Payer-side EMR-adjacent platforms have distinct design considerations. Five that shape payer-platform architectures.
Consideration 1: Coverage data as primary resource. Coverage resource is central for payers, unlike provider-side where Patient dominates. Design around Coverage lifecycle.
**Consideration 2: ExplanationOfBenefit at scale.** Payers generate massive EOB volumes (10s of millions monthly). Bulk-data-first architecture.
Consideration 3: Cross-payer member reconciliation. Members switching between payers. MPI federation across systems.
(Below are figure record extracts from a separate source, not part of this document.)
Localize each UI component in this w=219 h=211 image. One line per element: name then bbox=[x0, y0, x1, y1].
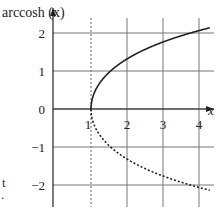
x-tick-label: 4 bbox=[196, 117, 203, 132]
y-tick-label: 2 bbox=[39, 26, 46, 41]
y-axis-label: arccosh (x) bbox=[2, 6, 65, 20]
arccosh-curve bbox=[91, 28, 210, 109]
x-tick-label: 3 bbox=[160, 117, 167, 132]
x-axis-label: x bbox=[208, 104, 214, 117]
negative-branch-curve bbox=[91, 109, 210, 190]
arccosh-chart: −2−10121234 bbox=[0, 0, 219, 211]
y-tick-label: −2 bbox=[31, 178, 45, 193]
y-tick-label: 0 bbox=[39, 102, 46, 117]
x-tick-label: 1 bbox=[85, 117, 92, 132]
y-tick-label: −1 bbox=[31, 140, 45, 155]
clipped-text-fragment-dot: . bbox=[1, 188, 4, 201]
y-tick-label: 1 bbox=[39, 64, 46, 79]
x-tick-label: 2 bbox=[124, 117, 131, 132]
Consideration 4: Prior authorization workflow. Da Vinci PAS profiles. Complex approval logic.
Consideration 5: Payer-specific terminology. ClaimResponse codes, ExplanationOfBenefit adjudication codes. Beyond standard SNOMED/LOINC.
Investment areas
1. Bulk data pipeline (very high volume). 2. MPI infrastructure for cross-payer. 3. Da Vinci profile implementation. 4. Payer-specific terminology. 5. Prior authorization workflow engine.
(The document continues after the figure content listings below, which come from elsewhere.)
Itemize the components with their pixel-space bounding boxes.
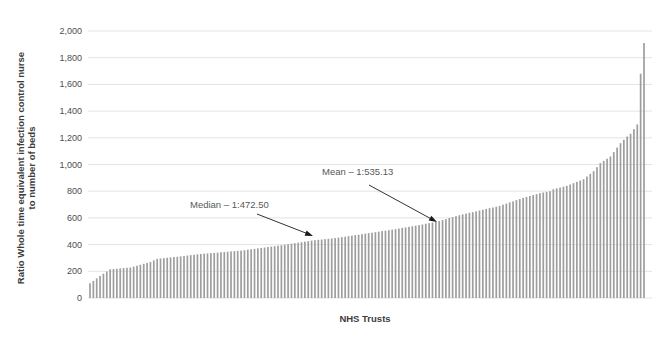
- bar: [160, 258, 162, 298]
- bar: [422, 224, 424, 298]
- y-tick-label: 1,000: [59, 160, 82, 170]
- bar: [579, 181, 581, 298]
- bar: [247, 250, 249, 298]
- bar: [385, 231, 387, 298]
- bar: [586, 177, 588, 298]
- bar: [264, 248, 266, 298]
- bar: [96, 278, 98, 298]
- bar: [344, 237, 346, 298]
- bar: [636, 124, 638, 298]
- bar: [311, 241, 313, 298]
- bar: [563, 187, 565, 298]
- bar: [341, 237, 343, 298]
- bar: [549, 191, 551, 298]
- bar: [180, 256, 182, 298]
- bar: [566, 186, 568, 298]
- bar: [277, 246, 279, 298]
- bar: [93, 281, 95, 298]
- bar: [250, 249, 252, 298]
- bar: [203, 254, 205, 298]
- bar: [113, 269, 115, 298]
- y-tick-label: 1,800: [59, 53, 82, 63]
- bar: [274, 246, 276, 298]
- bar: [610, 156, 612, 298]
- bar: [321, 240, 323, 298]
- bar: [438, 221, 440, 298]
- bar: [630, 134, 632, 298]
- bar: [146, 263, 148, 298]
- bar: [287, 244, 289, 298]
- y-axis-title: Ratio Whole time equivalent infection co…: [15, 52, 37, 284]
- bar: [348, 236, 350, 298]
- bar: [395, 229, 397, 298]
- bar: [620, 143, 622, 298]
- bar: [415, 226, 417, 298]
- bar: [116, 269, 118, 298]
- bar: [616, 148, 618, 298]
- bar: [556, 188, 558, 298]
- bar: [254, 249, 256, 298]
- bar: [408, 227, 410, 298]
- bar: [297, 243, 299, 298]
- bar: [502, 205, 504, 298]
- bar: [505, 204, 507, 298]
- bar: [593, 171, 595, 298]
- bar: [136, 266, 138, 298]
- bar: [445, 219, 447, 298]
- bar: [304, 242, 306, 298]
- bar: [381, 231, 383, 298]
- bar: [559, 188, 561, 298]
- bar: [270, 247, 272, 298]
- bar: [536, 194, 538, 298]
- bar: [197, 254, 199, 298]
- y-tick-label: 1,600: [59, 79, 82, 89]
- bar: [375, 232, 377, 298]
- bar: [150, 262, 152, 298]
- y-tick-label: 200: [67, 266, 82, 276]
- bar: [519, 199, 521, 298]
- y-tick-label: 400: [67, 240, 82, 250]
- y-tick-label: 800: [67, 186, 82, 196]
- bar: [606, 159, 608, 298]
- y-tick-label: 600: [67, 213, 82, 223]
- bar: [153, 260, 155, 298]
- bar: [589, 174, 591, 298]
- bar: [418, 225, 420, 298]
- bar: [479, 211, 481, 298]
- bar: [458, 215, 460, 298]
- bar: [314, 240, 316, 298]
- bar: [200, 254, 202, 298]
- bar: [512, 201, 514, 298]
- bar: [573, 183, 575, 298]
- bar: [455, 216, 457, 298]
- bar: [257, 248, 259, 298]
- bar: [106, 272, 108, 298]
- bar: [475, 211, 477, 298]
- bar: [237, 251, 239, 298]
- bar: [462, 214, 464, 298]
- bar: [623, 140, 625, 298]
- bar: [485, 209, 487, 298]
- bar: [596, 167, 598, 298]
- bar: [569, 185, 571, 298]
- bar: [260, 248, 262, 298]
- y-tick-label: 2,000: [59, 26, 82, 36]
- bar: [210, 253, 212, 298]
- bar: [234, 251, 236, 298]
- bar: [173, 257, 175, 298]
- bar: [432, 223, 434, 298]
- bar: [187, 256, 189, 298]
- bar: [328, 239, 330, 298]
- bar: [442, 220, 444, 298]
- bar: [166, 258, 168, 298]
- bar: [546, 192, 548, 298]
- bar: [240, 251, 242, 298]
- chart: 02004006008001,0001,2001,4001,6001,8002,…: [0, 0, 670, 338]
- bar: [176, 257, 178, 298]
- y-tick-label: 1,400: [59, 106, 82, 116]
- bar: [626, 136, 628, 298]
- bar: [140, 265, 142, 298]
- bar: [129, 268, 131, 298]
- bar: [317, 240, 319, 298]
- y-tick-label: 1,200: [59, 133, 82, 143]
Common payer-side mistakes
1. Provider-side thinking applied to payer. 2. Missing bulk data infrastructure. 3. Weak MPI federation. 4. Custom PA workflow instead of Da Vinci PAS. 5. Terminology binding drift.
Volume characteristics
| Data type | Typical volume |
|---|---|
| Coverage records | 100k-10M members |
| EOB records | 1M-100M per month |
| Prior auth requests | 10k-1M per month |
| Member enrollment | Continuous |
Vendor state (mid-2026)
| Solution | Payer focus | CMS-0057 compliance |
|---|---|---|
| Cognizant | Enterprise payer | Full |
| Availity | Payer integration | Full |
| Custom on Aidbox | Configurable | Custom |
| Custom on HAPI | Configurable | Custom |
Data quality prerequisites
1. $validate pass rate >97%. 2. Reference integrity >99%. 3. Terminology binding compliance >98%. 4. Duplicate rate <2%.
Payer-side platforms are a distinct FHIR use case. Understanding the five considerations above shapes reliable delivery.